Admittedly, I am only a recent Avett Brothers fan, drawn in by their 2009 album I and Love and You. So when I got a ticket to see them at the Missouri Theater in Columbia March 2, I went to a veteran listener for his opinion on the band’s live performances. “Totally different experience,” he told me. “Much more raw: punkish even. Harmonious, mountain-man punk.” 
The Low Anthem, a folk-rock group from Rhode Island, opened with a wild variety of instruments and the male singer’s impossibly high vocal range on the soft ballad “Charlie Darwin.” Other members took turns on clarinet, saw, something called a Tibetan singing bowl and cell phones. Explanation: Before playing one of their final songs, the group asked for audience participation. Without describing what the effect would be, crowd members were told to take out cell phones, call their seatmates on speaker phone and hold the phones together. Skeptical. In the end, though, in the darkened theater and accompanied by the hushed final strains of the song, this phone trick produced something like the sound of dozens of electronic crickets. It was a lush end to a set that had started quiet and escalated into raw, funky Americana.
Again, being new to the Avett obsession, I wasn’t expecting the level of joyous anticipation and raucous appreciation from the audience. The band opened with “January Wedding” from I and Love and You, but the remainder of the hour-and-a-half set jumped all over their decade-long career. Every one seemed to know the words. Every one had some obscure request from a 2003 EP. Other selections included “Offering,” “Bella Donna,” “Hard Worker,” “Tin Man” and “Kick Drum Heart.”
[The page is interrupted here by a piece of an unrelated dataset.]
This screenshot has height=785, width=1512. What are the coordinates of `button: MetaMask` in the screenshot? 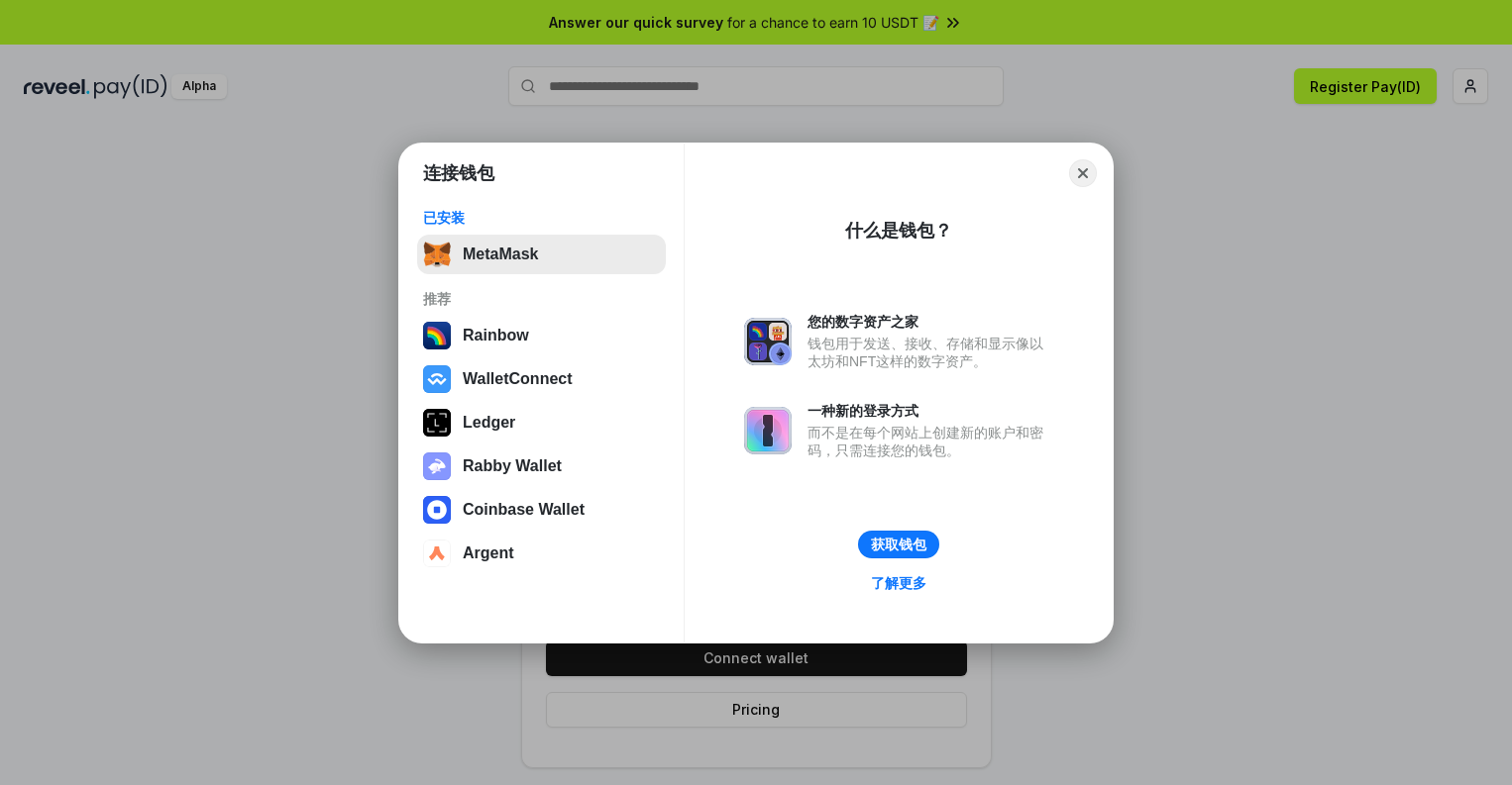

Midway through the main set, the Avetts brought out the title track from I and Love and You, which ends on the forlorn harmony of those three words. The sold-out crowd was more than singing along—rather, each member seemed to be expressing its fanatic love for the group on stage.
Punk was a good word to describe it as the three (or four or five, depending on the song) band members jumped around with guitar, banjo and upright bass during “Shame” and the rowdy finale of crowd-favorite “Laundry Room.” The experience also resembled some kind of Southern church evangelization. The band’s infectious enthusiasm and shouted lyrics fed the giddy, beaming crowd. Guitarist and sometimes-vocalist Seth Avett took the stage for the “Slight Figure of Speech” encore with the graciousness the band displayed throughout the show. He said, “We would love nothing more than to play another! Thanks for asking.”